Spam filter: DNS blacklist Nixspam ceases operation
For more than 20 years, Nixspam waded through the flood of unwanted emails and maintained an IP blacklist. Now the iX project is ending its services.
(Image: Bild erstellt mit KI in Bing Designer durch heise online / dmk)
The iX magazine spam filter project Nixspam has ceased operations. Since January 16, the DNS blacklist (DNSBL) under the domain name ix.dnsbl.manitu.net no longer contains any entries. Administrators should adjust the configuration of their email servers – However, there is no need to rush, as the operator of the Nixspam infrastructure, the web host manitu, is following the recommendations for switching off a DNSBL in RFC 6471 (section 3.4). Operation will be maintained for at least another six months, but the list will no longer return any hits. Filtering e-mail appliances should also be able to cope with this if their manufacturers do not adapt the internal filter lists.
Fighting the flood of spam
Nixspam was a project started in 2003 by the then iX editor Bert Ungerer and maintained for 20 years to ward off unwanted emails, which often contained malware (or a link to it) and whose volume and danger increased considerably around the year 2000. The first filter scripts under the name "NiX Spam" initially extended the then new content filter SpamAssassin. Nixspam finally went into operation in 2005 as a DNS blacklist, identifying senders of spam emails and maintaining a DNS-based blacklist of IP addresses that email systems could access for defense purposes. The infrastructure and administration have since been taken over by the web host manitu.
Videos by heise
The non-profit project was a joint effort by manitu, iX and other people who took on the race against spammers with expertise and commitment for more than two decades. Heise Medien appeared in the legal notice of the Nixspam website as the operator and acted as a contact and legal safeguard. The company withdrew as operator in 2024. The web host manitu looked into continuing to operate the website on its own responsibility, but it turned out to be uneconomical to protect against the expected legal risks due to the GDPR and NIS2, among other things, as manitu Managing Director Manuel Schmitt explains in his blog.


_TASK REQUIREMENTS_
After locating the line with "Task: Click on the span: Data" in the data that follows, return it and every later line exactly, up to and including the line with "Task: Click on the div: Settings".

_ENTRIES SUPPLIED_
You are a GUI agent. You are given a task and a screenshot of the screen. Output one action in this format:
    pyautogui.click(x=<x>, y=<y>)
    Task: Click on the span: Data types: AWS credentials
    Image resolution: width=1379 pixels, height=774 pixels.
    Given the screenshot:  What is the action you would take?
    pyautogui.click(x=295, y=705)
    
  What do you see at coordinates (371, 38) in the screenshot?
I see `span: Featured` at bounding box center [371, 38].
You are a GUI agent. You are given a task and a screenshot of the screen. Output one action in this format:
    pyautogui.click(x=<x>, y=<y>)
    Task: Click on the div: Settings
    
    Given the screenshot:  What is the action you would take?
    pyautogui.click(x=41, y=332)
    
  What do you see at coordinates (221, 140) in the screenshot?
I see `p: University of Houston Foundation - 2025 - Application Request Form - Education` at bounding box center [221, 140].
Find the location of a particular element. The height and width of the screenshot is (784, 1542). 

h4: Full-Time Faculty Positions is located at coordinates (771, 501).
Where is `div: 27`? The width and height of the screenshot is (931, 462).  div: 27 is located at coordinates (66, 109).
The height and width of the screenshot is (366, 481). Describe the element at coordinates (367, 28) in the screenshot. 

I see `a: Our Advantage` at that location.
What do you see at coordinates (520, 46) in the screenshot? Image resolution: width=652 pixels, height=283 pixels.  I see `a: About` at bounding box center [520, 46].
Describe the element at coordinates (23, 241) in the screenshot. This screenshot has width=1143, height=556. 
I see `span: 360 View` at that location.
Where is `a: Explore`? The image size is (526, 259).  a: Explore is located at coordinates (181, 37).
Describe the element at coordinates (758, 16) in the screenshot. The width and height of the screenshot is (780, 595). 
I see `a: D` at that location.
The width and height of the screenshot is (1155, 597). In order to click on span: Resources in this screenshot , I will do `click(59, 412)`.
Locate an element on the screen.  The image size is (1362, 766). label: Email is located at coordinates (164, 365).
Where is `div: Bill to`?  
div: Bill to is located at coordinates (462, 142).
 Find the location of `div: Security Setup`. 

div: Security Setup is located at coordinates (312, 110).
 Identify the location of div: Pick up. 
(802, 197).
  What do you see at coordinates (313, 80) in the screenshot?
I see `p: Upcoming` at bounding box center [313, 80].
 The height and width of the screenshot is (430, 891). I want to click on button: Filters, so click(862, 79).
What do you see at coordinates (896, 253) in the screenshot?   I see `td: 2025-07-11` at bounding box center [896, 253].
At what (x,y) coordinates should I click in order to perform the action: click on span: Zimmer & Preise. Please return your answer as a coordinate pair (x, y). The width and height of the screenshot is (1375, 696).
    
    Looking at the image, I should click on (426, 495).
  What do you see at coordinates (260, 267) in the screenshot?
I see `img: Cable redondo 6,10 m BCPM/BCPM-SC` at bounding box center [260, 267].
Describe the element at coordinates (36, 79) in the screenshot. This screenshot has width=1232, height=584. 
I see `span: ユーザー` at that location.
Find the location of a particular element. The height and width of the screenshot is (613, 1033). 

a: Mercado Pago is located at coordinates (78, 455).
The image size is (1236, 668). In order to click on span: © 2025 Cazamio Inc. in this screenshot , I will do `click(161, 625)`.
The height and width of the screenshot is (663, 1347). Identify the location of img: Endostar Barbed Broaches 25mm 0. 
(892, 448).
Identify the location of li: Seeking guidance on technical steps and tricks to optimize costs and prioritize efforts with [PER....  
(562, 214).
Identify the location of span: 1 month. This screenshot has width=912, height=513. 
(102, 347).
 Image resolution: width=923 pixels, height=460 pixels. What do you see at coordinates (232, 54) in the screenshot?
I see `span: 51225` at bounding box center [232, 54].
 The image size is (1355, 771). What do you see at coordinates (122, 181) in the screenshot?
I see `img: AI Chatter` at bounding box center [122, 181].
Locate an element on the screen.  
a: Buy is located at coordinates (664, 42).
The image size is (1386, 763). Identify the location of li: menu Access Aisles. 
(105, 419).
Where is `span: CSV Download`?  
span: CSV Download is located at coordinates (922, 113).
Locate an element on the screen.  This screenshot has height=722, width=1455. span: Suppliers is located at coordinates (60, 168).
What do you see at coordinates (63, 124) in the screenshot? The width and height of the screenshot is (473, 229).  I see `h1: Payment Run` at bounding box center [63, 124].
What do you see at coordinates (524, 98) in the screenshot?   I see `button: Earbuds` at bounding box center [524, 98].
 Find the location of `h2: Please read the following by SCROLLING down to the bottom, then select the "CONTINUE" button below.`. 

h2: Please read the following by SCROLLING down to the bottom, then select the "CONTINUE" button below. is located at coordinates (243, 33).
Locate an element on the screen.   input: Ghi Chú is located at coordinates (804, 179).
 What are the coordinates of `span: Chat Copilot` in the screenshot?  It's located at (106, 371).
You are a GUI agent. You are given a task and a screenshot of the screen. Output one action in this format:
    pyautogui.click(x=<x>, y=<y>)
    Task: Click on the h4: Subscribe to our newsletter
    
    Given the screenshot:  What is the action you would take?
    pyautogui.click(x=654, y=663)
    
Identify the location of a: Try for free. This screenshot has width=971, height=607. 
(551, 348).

_SOLUTION_
    Task: Click on the span: Data types: AWS credentials
    Image resolution: width=1379 pixels, height=774 pixels.
    Given the screenshot:  What is the action you would take?
    pyautogui.click(x=295, y=705)
    
  What do you see at coordinates (371, 38) in the screenshot?
I see `span: Featured` at bounding box center [371, 38].
You are a GUI agent. You are given a task and a screenshot of the screen. Output one action in this format:
    pyautogui.click(x=<x>, y=<y>)
    Task: Click on the div: Settings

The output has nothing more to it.